The is constantly refreshed using setTimeout so it's getting very busy with all the components refreshing data from the API.
I am therefore thinking of adding ngrx/Store to the project.
Is ngrx/Store a solution for this kind of issue or should I look for other solutions?
To make it's easy for you. I would say yes because ngrx provide API to break the application into smaller peice.
If you have multiple feature you will have 1 main store and for every feature you will have feature store connect to main store. So you can easy manage everything into feature seperation concern.
Another thing is ngrx provide effect middleware allow user to working with side effect like API call so you will have completely seprate code when working with API
I would recommend you read there small demo here for every feature they create effects, actions, reducers, selector, services.
I want to write a series of small apps for myself as micro services. This is for practicality and self learning. I want these apps to be able to work independently, but build a separate frontend client that has a search bar that can find data across all of the services. I wanted to implement a live autocomplete with search results as the user is typing that will search across multiple databases.

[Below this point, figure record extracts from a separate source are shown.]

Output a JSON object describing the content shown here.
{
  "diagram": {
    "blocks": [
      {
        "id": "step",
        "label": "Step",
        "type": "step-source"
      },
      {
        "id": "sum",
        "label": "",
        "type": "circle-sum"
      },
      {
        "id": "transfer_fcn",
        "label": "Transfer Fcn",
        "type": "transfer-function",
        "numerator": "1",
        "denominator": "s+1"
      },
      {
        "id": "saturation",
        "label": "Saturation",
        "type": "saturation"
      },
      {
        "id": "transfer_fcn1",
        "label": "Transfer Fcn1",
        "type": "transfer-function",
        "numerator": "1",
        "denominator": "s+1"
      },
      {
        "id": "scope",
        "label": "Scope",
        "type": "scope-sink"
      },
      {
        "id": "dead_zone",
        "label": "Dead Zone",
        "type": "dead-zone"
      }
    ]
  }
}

My current approach was to split each app into two apps, backend API, and a frontend client. Have a common auth service that all of the apps utilize for authorization.
I think this approach would work fine except for speed and performance, which I am not sure about. It is a personal requirement of mine to be able to implement this search bar with autocomplete search results. This means it will have to make API requests to each service to get those results, it just feels like it might be too slow.

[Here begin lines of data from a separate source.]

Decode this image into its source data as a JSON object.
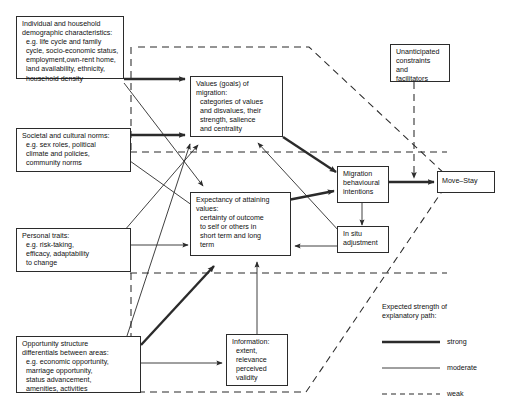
{
  "figure": {
    "type": "flow-diagram",
    "background": "#ffffff",
    "line_color": "#2b2b2b"
  },
  "nodes": [
    {
      "id": "individual-household",
      "label": "Individual and household\ndemographic characteristics:\n  e.g. life cycle and family\n  cycle, socio-economic status,\n  employment,own-rent home,\n  land availability, ethnicity,\n  household density"
    },
    {
      "id": "societal-cultural-norms",
      "label": "Societal and cultural norms:\n  e.g. sex roles, political\n  climate and policies,\n  community norms"
    },
    {
      "id": "personal-traits",
      "label": "Personal traits:\n  e.g. risk-taking,\n  efficacy, adaptability\n  to change"
    },
    {
      "id": "opportunity-structure",
      "label": "Opportunity structure\ndifferentials between areas:\n  e.g. economic opportunity,\n  marriage opportunity,\n  status advancement,\n  amenities, activities"
    },
    {
      "id": "values-goals",
      "label": "Values (goals) of\nmigration:\n  categories of values\n  and disvalues, their\n  strength, salience\n  and centrality"
    },
    {
      "id": "expectancy",
      "label": "Expectancy of attaining\nvalues:\n  certainty of outcome\n  to self or others in\n  short term and long\n  term"
    },
    {
      "id": "information",
      "label": "Information:\n  extent,\n  relevance\n  perceived\n  validity"
    },
    {
      "id": "unanticipated",
      "label": "Unanticipated\nconstraints\nand\nfacilitators"
    },
    {
      "id": "migration-intentions",
      "label": "Migration\nbehavioural\nintentions"
    },
    {
      "id": "in-situ-adjustment",
      "label": "In situ\nadjustment"
    },
    {
      "id": "move-stay",
      "label": "Move–Stay"
    }
  ],
  "legend": {
    "title": "Expected strength of\nexplanatory path:",
    "entries": [
      {
        "id": "strong",
        "label": "strong",
        "style": "thick-solid",
        "width_px": 2.6
      },
      {
        "id": "moderate",
        "label": "moderate",
        "style": "thin-solid",
        "width_px": 0.9
      },
      {
        "id": "weak",
        "label": "weak",
        "style": "dashed",
        "width_px": 1.1
      }
    ]
  }
}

Also, in case anyone is wondering, I was planning on using node, express, and mongodb for backend. Probably go with node, express, vue or something for the front end.
Q. Does anyone have personal experience with the performance aspect of working with multiple APIs?
Q. If this approach is too slow, is there a better approach that still allows for a separation of the applications?
The performance will be depending on so many other factors before/with the number of rest calls. It is really hard to say anything beforehand.
But according to my previous experience if you need to provide such a search functionality for a autocomplete feature you may most likely need elastic search for that.
That means instead of sending a request to each and every service for each autocomplete request you should have an index to search in (partial or maybe all data you need to show in your frontend) and search that index first to find the corresponding items then ask for the remaining/full data to other services if necessary. Details are totally depends on your requirements.
Of course if you go that way you should also implement a data population/syncronization mechanism to elastic search.
Just trying to spec out a new system. We want to build a mobile app with offline storage using react-native.
We were originally going to use node and create a web api layer that worked with a MongoDB. However after looking into offline storage we found PouchDB. But pouch has to use CouchDB. So we are considering using CouchDb and having a flat db layer with all our business and data logic modelled in the apps.
However there may be some server side things that we need to do (for example pulling other records from somewhere else in the organisation).
So can we deploy a web api using node alongside CouchDb? How would this work? Totally separate or in the same node process?
So can we deploy a web api using node alongside CouchDb?
Yes, of course.
How would this work?
I'm not sure about what solution suites your needs, but one solution is to develop a web app with this tech-stack: NodeJS/Express, CouchDB/PouchDB and ReactJS/MobX. One important point about CouchDB is that, you shouldn't think about it like any other database . Basically, you don't need any server-side code to talk to CouchDB, it can all be done on the client-side with PouchDB. The live sync of PouchDB is extremely convenient at handling offline/online storage. If you're considering ReactJS, take a look at MobX.